Hebrew, Ulpan: The ultimate humiliation for immigrants to Israel

For years I have tried to master this language. Let me hear you speak English, buddy, I should say to them. Let me hear how you sound. Instead, I stay silent in my agony.

 Hebrew language (Illustrative). (photo credit: Natalia Yakovleva/Unsplash)
Hebrew language (Illustrative).
(photo credit: Natalia Yakovleva/Unsplash)

Has this ever happened to you? You’re an American immigrant living in Israel and speaking Hebrew in a store or in a café with an Israeli stranger, and they say, “Boy, you have an accent.”

And I’ve been working on my Hebrew for 25 years. Which is the next terrible question they ask you. “How long have you been here?”

I want to say 25 minutes, 25 hours, 25 days, not 25 years. I will not under any circumstances tell them 25 years. No way.

But I do.

“Really?” they say. “And you never learned the language.”

 Hebrew Typewriter (credit: Or Hiltch)
Hebrew Typewriter (credit: Or Hiltch)

I did, I think to myself. I’m speaking it right now to you. But they don’t seem to notice.

For years I have tried to master this language. Let me hear you speak English, buddy, I should say to them. Let me hear how you sound. 

Instead, I stay silent in my agony. But I want to throttle these people. Maybe because I was 31 when I began to learn the Hebrew alphabet, which is a monstrous collection of step stools facing front and back, upside down. Don’t even get me started on peh sofit or the difference between kuf and caf, and whether numbers are feminine or masculine or a million other things that don’t make any sense to me or to anyone else.

Oh, people have tried to help me. Once a native Israeli said,  “I can teach you Hebrew verb grammar in a minute. It’s all made of binyamin.” Or something like that. She showed me eight or nine different forms of verbs which I could not absorb. No klita [absorption], baby.

If I had gone to Hebrew school, or Sunday school or day school, if I’d had some kind of reckoning with the Hebrew language before the age of 30, my accent and my binyamin might be more refined.

But I didn’t. No sir. I moved to this country without being able to read a letter or a word. Analfabeto.

And you know what. I learned. Ulpan, the ultimate humiliation. “Are you dyslectic?” asked my teacher, even though I had taught college in America. College. And here I was in kita alef, back in first grade. I even started getting headaches and not wanting to go to school, where I faced torment from the teacher and the students who somehow knew how to write and speak already.

Kita alef, kita beit, kita gimmel. Trying and trying to be able to communicate. And I think I can now. At least make sentences if not full paragraphs, one-on-one with a person who understands that it’s okay to have an American accent. And you might not believe this, but I’ve spoken to groups in Hebrew, despite my level of imperfection. Quite the humbling experience.

IF ONLY I had a French accent, then I would sound marvelous and perfectly attired, or an Italian one so I could sound sexy, or even a Russian one so that I could sound surly? 

But no, I have to have a dumb American accent that labels me forevermore as an American. Because even before I open my mouth, people often know I’m American and speak to me in English. It’s like I have one of those cartoon bubbles over my head announcing: American, American everywhere I go. I don’t mind being American. I just hate sounding like one.

I know it’s not just me. I have friends like me, Americans who never had to master another language, to pave another path for language in the brain as children. I wish I had that complex circuitry blazed in my neurons. 

But I, like many of my fellow American immigrants, don’t and we never will. And still we try to communicate, to master the language. One small step (stool) at a time. So I make stupid mistakes, like confusing a potato and an orange. Or a shout for a laugh. Or even worse.

Ben-Yehuda, what can I say? I do admire you. It’s not every day that a person revives a language. Especially one that reads backward. I won’t give up. No siree Bob. I’m here to stay. Once I even dreamed in Hebrew. It hasn’t happened again. 

With my luck, in my next Hebrew dream, I’ll hear a woman speaking Hebrew with a terrible American accent, and I’ll say to her: “You know, you really have an accent!” And it will be me speaking in the terrible accent.

But I will never give up, no matter how rotten I sound. Rotten. Rakum. No, no, no, that’s not it. I mean rakuv, rakuv, rakuv. 

The writer is the cofounder of the Koby Mandell Foundation and the author of The Blessing of a Broken Heart. Her most recent book is Reaching for Comfort.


Only some lines are wanted: please transcribe exactly those from the one containing "Find the location" through the end of the data, pictures excluded.

- - - - -

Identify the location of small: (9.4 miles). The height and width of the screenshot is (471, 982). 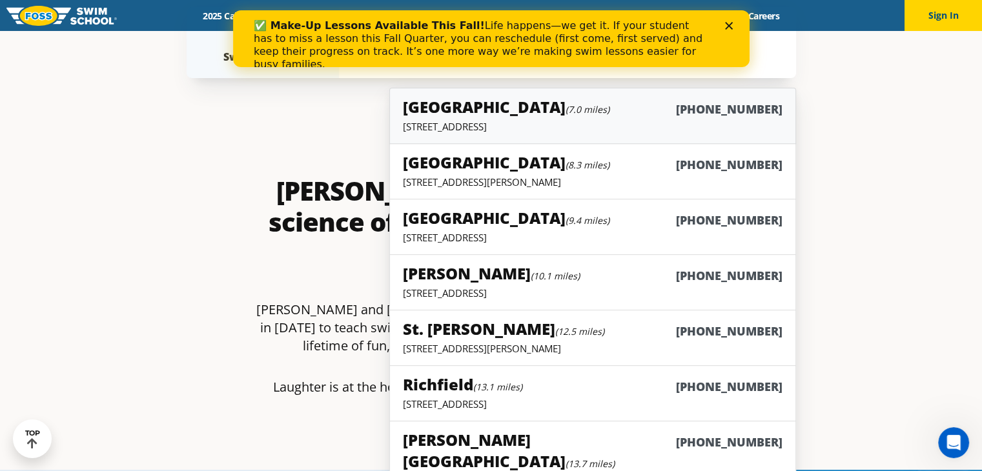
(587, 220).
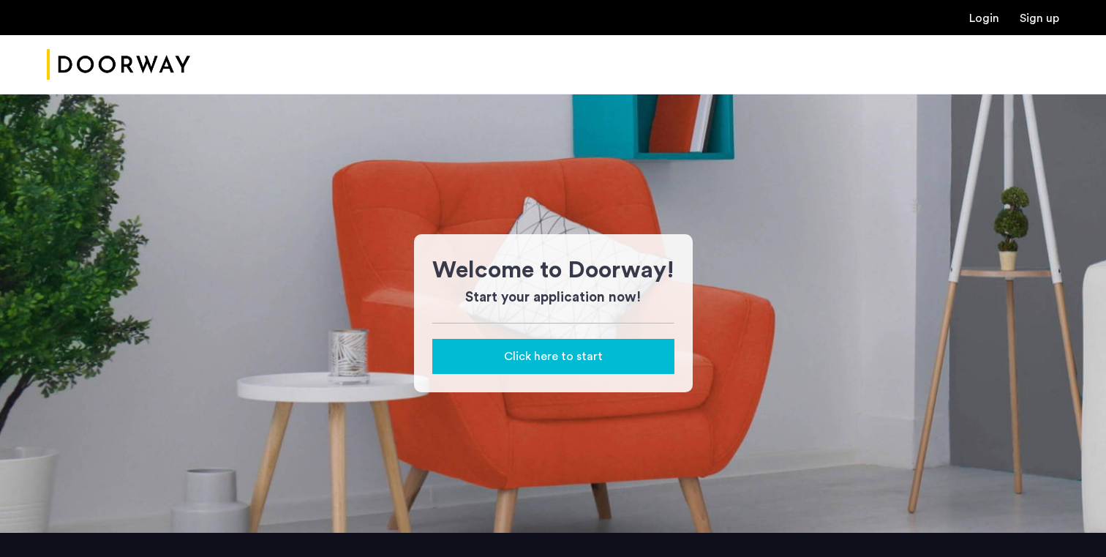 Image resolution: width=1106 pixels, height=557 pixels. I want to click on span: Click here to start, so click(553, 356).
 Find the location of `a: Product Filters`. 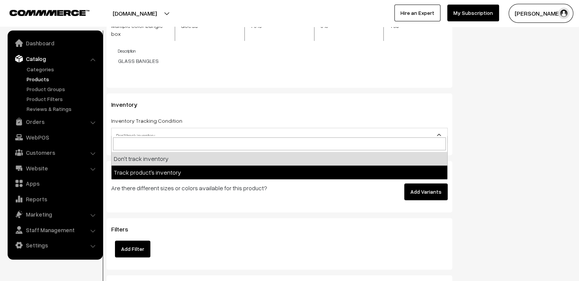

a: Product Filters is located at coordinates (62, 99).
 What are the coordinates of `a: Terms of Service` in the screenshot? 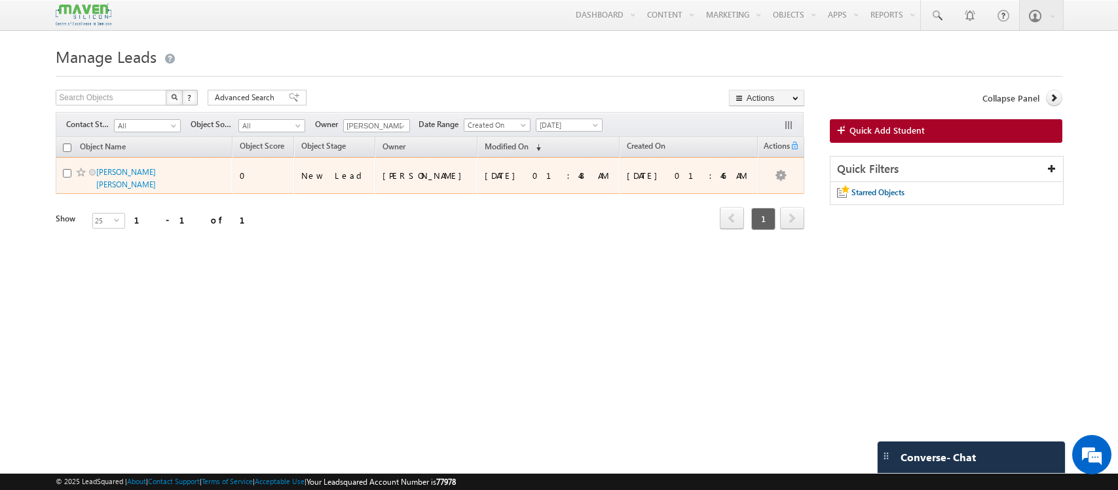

- - - - -

- [Response area]:
 Find the location of `a: Product Filters`. 

a: Product Filters is located at coordinates (62, 99).
 What are the coordinates of `a: Terms of Service` in the screenshot? 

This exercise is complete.